Guide

Freelancer vs employee cost basics

An employee at $30/hour and a freelancer at $60/hour are not what they seem. Once you add taxes, benefits, paid leave, equipment, and downtime, the employee can easily be more expensive than the freelancer for the same hours of output. Or much cheaper, depending on utilization. This guide gives you a fair way to compare.

Hiring Costs 7 min readUpdated Sep 22, 2025
SMBHelper editorial teamLast updated Sep 22, 2025Reviewed for clarityEditorial standards

Why hourly rate is the wrong starting point

An employee's hourly rate is just the wage. Their cost to the business is the wage plus on-costs: payroll taxes, mandatory benefits, paid leave, sick days, training, equipment, software licences, and a share of overhead. On-costs typically add 25–45 percent to base salary depending on jurisdiction.
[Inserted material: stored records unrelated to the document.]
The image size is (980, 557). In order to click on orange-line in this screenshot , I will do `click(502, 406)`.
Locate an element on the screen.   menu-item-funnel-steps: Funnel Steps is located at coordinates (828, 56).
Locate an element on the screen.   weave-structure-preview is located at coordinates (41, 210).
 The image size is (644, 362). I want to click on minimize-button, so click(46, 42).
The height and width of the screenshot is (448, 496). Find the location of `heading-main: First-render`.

A freelancer's hourly rate already includes all of those things. They charge more per hour because they are absorbing what an employer would otherwise pay separately.

The fair comparison: cost per productive hour

To compare honestly, calculate cost per productive hour for both. For an employee, that is annual fully loaded cost divided by annual productive hours (working hours minus leave, sick days, and ramp-up time). For a freelancer, it is the hourly rate, period.
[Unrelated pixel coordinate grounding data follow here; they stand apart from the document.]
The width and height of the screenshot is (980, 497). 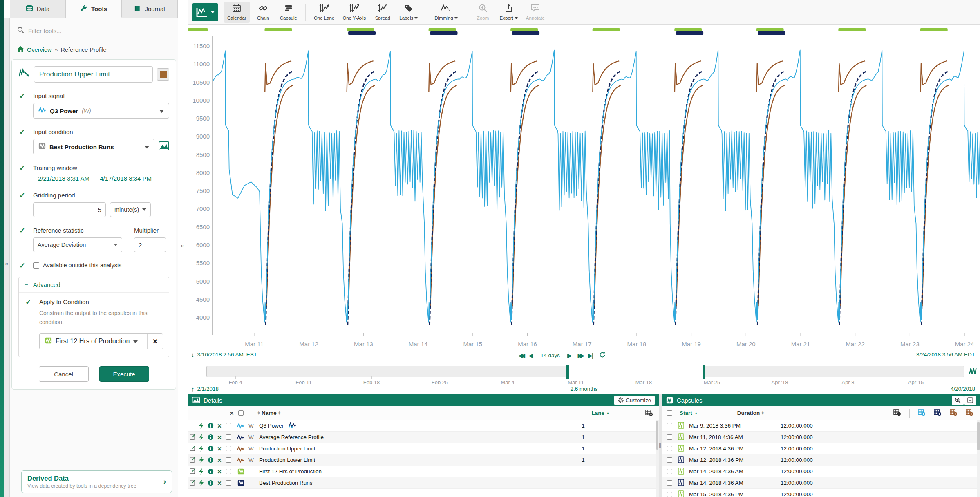 What do you see at coordinates (78, 245) in the screenshot?
I see `reference-statistic-select: Average Deviation` at bounding box center [78, 245].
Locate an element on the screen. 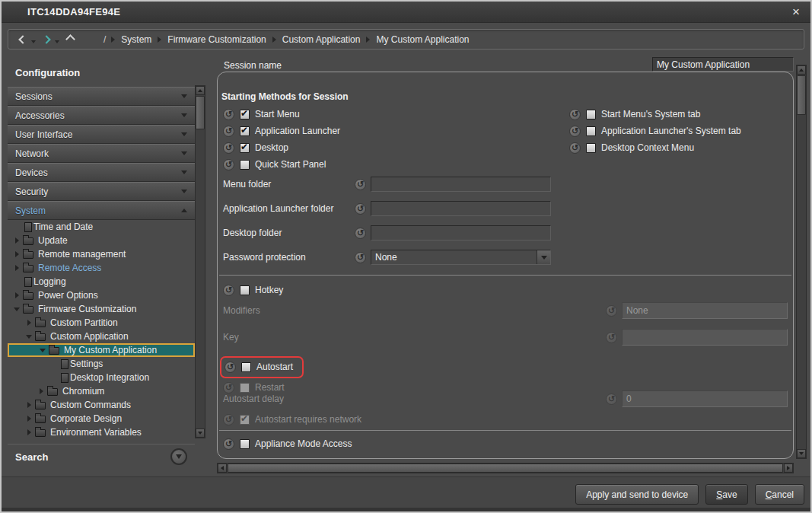  main-scrollbar is located at coordinates (801, 262).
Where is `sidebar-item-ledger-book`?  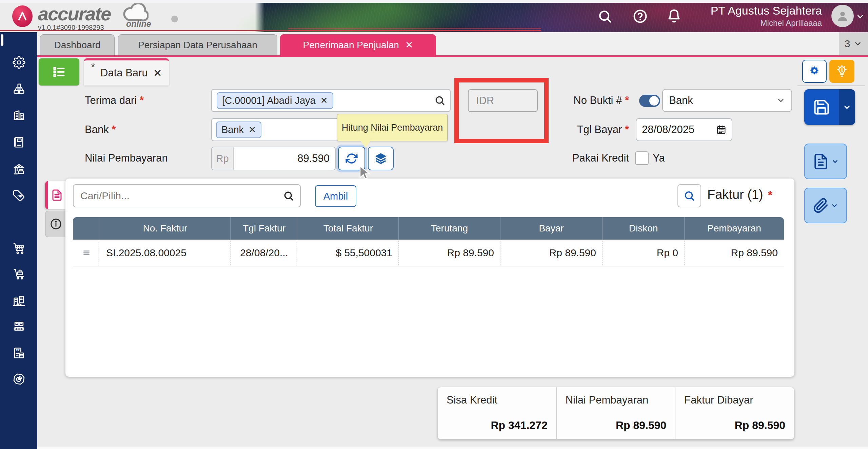 sidebar-item-ledger-book is located at coordinates (19, 143).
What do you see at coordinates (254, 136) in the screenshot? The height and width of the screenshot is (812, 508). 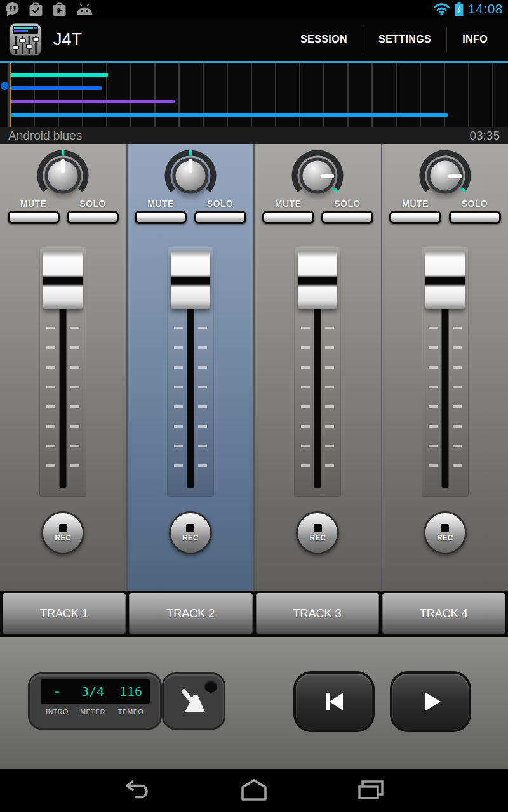 I see `song-bar: Android blues 03:35` at bounding box center [254, 136].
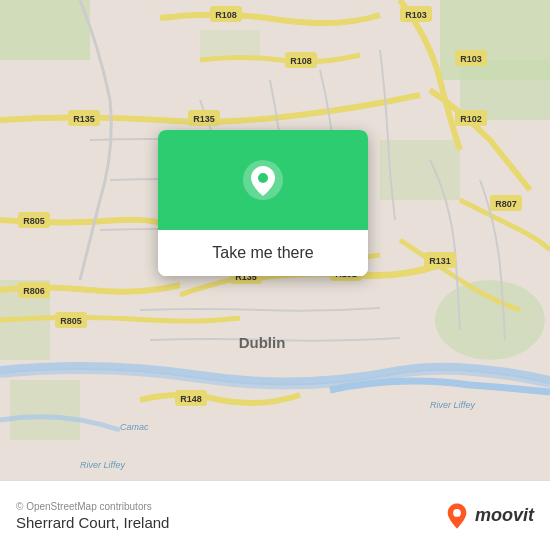  Describe the element at coordinates (263, 203) in the screenshot. I see `popup-card: Take me there` at that location.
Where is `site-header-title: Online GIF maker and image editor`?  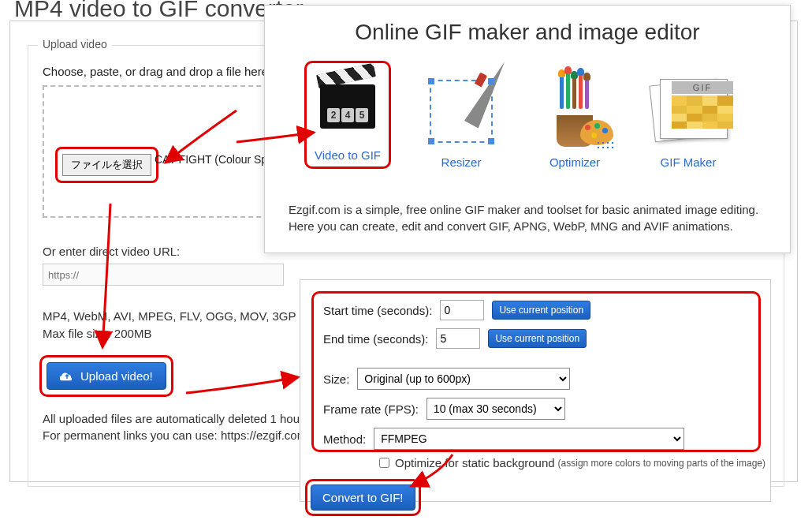
site-header-title: Online GIF maker and image editor is located at coordinates (527, 32).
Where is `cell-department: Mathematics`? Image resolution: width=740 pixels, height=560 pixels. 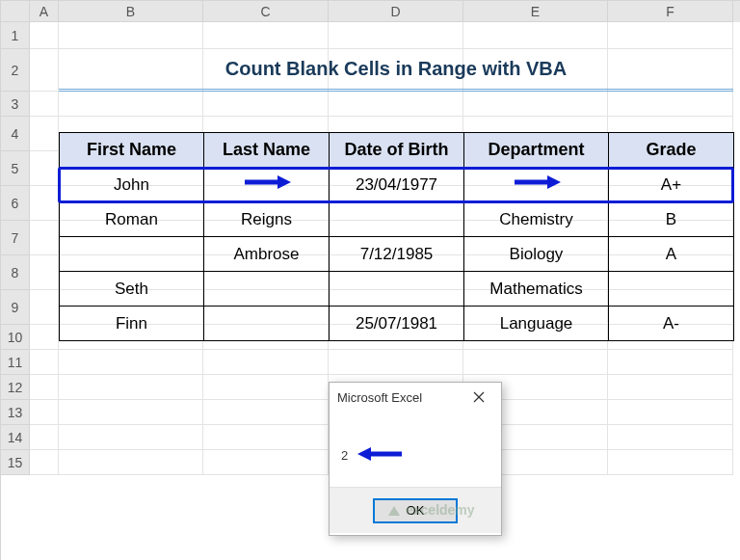
cell-department: Mathematics is located at coordinates (537, 289).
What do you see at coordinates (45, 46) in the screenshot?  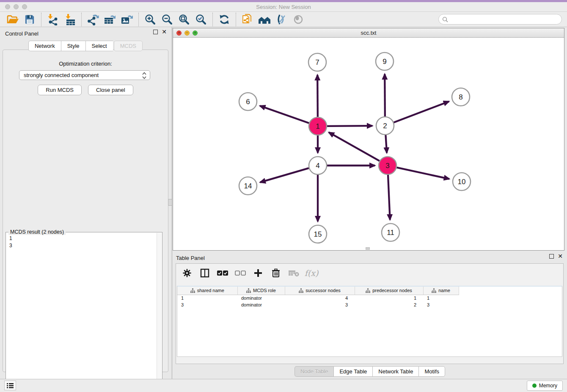 I see `tab-network: Network` at bounding box center [45, 46].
A typical full-time employee delivers around 1,600–1,800 productive hours per year, not the 2,080 implied by a 40-hour week.

When freelancers win

Freelancers usually win for irregular workloads, specialist skills you do not need full-time, short-term projects, and roles where you cannot guarantee enough work to fill an employee's hours.

When employees win

Employees usually win for stable, high-utilization roles, work that requires deep institutional knowledge, roles needing presence and continuity (customer success, operations), and any role where the business benefits from the employee getting better at the job over years.

Hybrid is usually the answer

Most SMBs end up with a small permanent core team and a rotating set of freelancers for specialist or peak work. The mix changes as the business grows. Recalculate every year.

Frequently asked questions

What counts as 'on-costs' for an employee?
Employer payroll taxes, social security or pension contributions, mandatory health insurance, paid leave, public holidays, sick days, equipment, training, software licences, and a fair share of office and management overhead.
Should I include my own time managing the freelancer?
Yes — both freelancers and employees require management time. The difference is usually small for skilled freelancers and can be larger for new employees during ramp-up.